Lodi News-Sentinel

Ex-Mexican governor gets nine years for embezzling

- By Kate Linthicum and Patrick J. McDonnell

MEXICO CITY — A former governor of Mexico's Veracruz state who was suspected of embezzling possibly billions of dollars while in office — and who became a symbol of endemic political corruption in this country — has struck a deal with prosecutor­s that will land him nine years in prison, a fraction of what he might have faced if tried and convicted.

The sentence sparked outrage among many in Mexico who assailed the punishment as too lenient.

Ex-Veracruz Gov. Javier Duarte, a onetime rising star of Mexico's ruling party, was charged last year with setting up shell companies to divert public money and for having links to the criminal gangs that have made the Gulf state one of the most violent regions of the country. He faced up to 55 years in prison if convicted on all charges.

Instead, Duarte pleaded guilty Wednesday to two charges — money laundering and criminal associatio­n — and received a nine-year prison term.

Along with prison time, Duarte must pay about $3,000 and give up 41 properties that he allegedly purchased with illicit money.

Duarte, 45, became a national embodiment of the corruption that has ravaged Mexico and has severely tainted the image of the long-dominant Institutio­nal Revolution­ary Party, or PRI, of which Duarte was a longtime member.

Duarte is one of at least half a dozen PRI former governors facing corruption charges or jailed for alleged wrongdoing. The mounting roll call of tarnished exgovernor­s has become a major embarrassm­ent for a political party that ruled Mexico for much of the 20th century.

Veracruz, once a PRI bastion, has fallen largely under the political control of opposition political blocs.

With time already served and the potential for parole, Duarte could be free in four years, authoritie­s said.

“It is a mockery,” Martha Tagle, a federal deputy for the Convergenc­e for Democracy party, said on Twitter.

“With sentences like this, instead of inhibiting corruption, you are encouragin­g it,” tweeted political analyst Jose Antonio Crespo.

But the Mexican attorney general's office — which has faced setbacks in prosecutio­ns of some other high-profile corruption cases — defended the outcome.

“With cases like these ... no one is ever satisfied,” Felipe de Jesus Munoz Vazquez, a top prosecutor with the attorney general's office, told reporters.

State prosecutor­s in Veracruz say they are also investigat­ing corruption charges against Duarte's wife, Karime Macias, who is reportedly living in London with the couple's three children. Macias is seeking asylum in England as a victim of political persecutio­n in Mexico, her lawyer has told Mexican news media.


[Work request]
Each line of the data that includes the string "lymphatic" is to be copied out.

[Input data]
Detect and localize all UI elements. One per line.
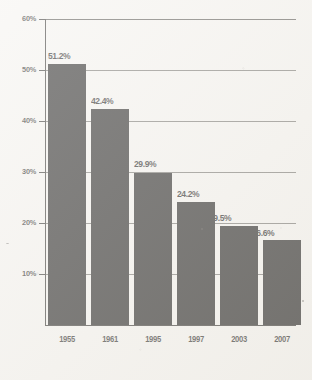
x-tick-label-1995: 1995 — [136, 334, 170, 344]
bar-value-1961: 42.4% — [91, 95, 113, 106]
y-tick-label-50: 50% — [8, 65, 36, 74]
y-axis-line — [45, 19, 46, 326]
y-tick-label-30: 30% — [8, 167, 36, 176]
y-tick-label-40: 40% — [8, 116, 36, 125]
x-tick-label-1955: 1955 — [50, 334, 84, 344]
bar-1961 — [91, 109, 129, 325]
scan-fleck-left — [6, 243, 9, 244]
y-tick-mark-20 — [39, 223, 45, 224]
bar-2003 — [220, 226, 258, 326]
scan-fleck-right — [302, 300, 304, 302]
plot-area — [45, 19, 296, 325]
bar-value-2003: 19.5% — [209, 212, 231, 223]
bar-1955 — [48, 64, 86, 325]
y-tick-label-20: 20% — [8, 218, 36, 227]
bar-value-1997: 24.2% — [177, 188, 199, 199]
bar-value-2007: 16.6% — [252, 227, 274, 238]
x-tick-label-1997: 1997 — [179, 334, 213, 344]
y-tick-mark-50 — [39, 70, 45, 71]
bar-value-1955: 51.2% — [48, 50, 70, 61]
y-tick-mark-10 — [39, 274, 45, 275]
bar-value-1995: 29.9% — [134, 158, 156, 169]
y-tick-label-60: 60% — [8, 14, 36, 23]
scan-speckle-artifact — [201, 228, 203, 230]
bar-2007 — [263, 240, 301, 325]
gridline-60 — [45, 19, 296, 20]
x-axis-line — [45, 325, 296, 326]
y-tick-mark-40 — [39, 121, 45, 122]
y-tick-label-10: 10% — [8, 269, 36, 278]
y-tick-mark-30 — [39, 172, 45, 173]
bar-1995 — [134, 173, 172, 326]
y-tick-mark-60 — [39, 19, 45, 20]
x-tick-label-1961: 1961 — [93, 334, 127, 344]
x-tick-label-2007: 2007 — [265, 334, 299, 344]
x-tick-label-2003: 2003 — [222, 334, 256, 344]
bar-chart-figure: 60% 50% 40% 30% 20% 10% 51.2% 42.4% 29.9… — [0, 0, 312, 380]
--
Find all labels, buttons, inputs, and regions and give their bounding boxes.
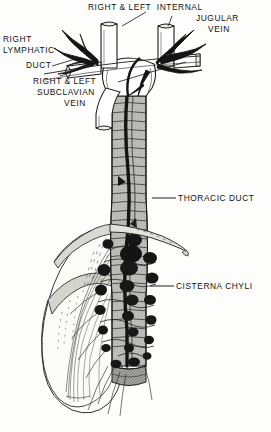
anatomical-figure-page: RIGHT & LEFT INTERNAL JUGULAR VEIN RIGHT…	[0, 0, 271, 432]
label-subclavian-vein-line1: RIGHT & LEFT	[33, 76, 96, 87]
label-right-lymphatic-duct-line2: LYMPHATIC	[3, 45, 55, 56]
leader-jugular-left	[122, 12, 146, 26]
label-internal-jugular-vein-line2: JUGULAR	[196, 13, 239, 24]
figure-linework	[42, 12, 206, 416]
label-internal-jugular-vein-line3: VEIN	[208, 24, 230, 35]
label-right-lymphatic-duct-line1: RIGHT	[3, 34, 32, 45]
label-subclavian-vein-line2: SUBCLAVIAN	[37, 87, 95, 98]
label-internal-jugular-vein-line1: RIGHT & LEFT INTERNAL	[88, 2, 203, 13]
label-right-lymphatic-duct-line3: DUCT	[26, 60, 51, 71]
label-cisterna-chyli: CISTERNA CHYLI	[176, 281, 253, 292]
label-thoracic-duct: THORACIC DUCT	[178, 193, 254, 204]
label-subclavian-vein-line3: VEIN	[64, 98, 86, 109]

[Problem solution]
label-right-lymphatic-duct-line2: LYMPHATIC	[3, 45, 55, 56]
label-right-lymphatic-duct-line1: RIGHT	[3, 34, 32, 45]
label-right-lymphatic-duct-line3: DUCT	[26, 60, 51, 71]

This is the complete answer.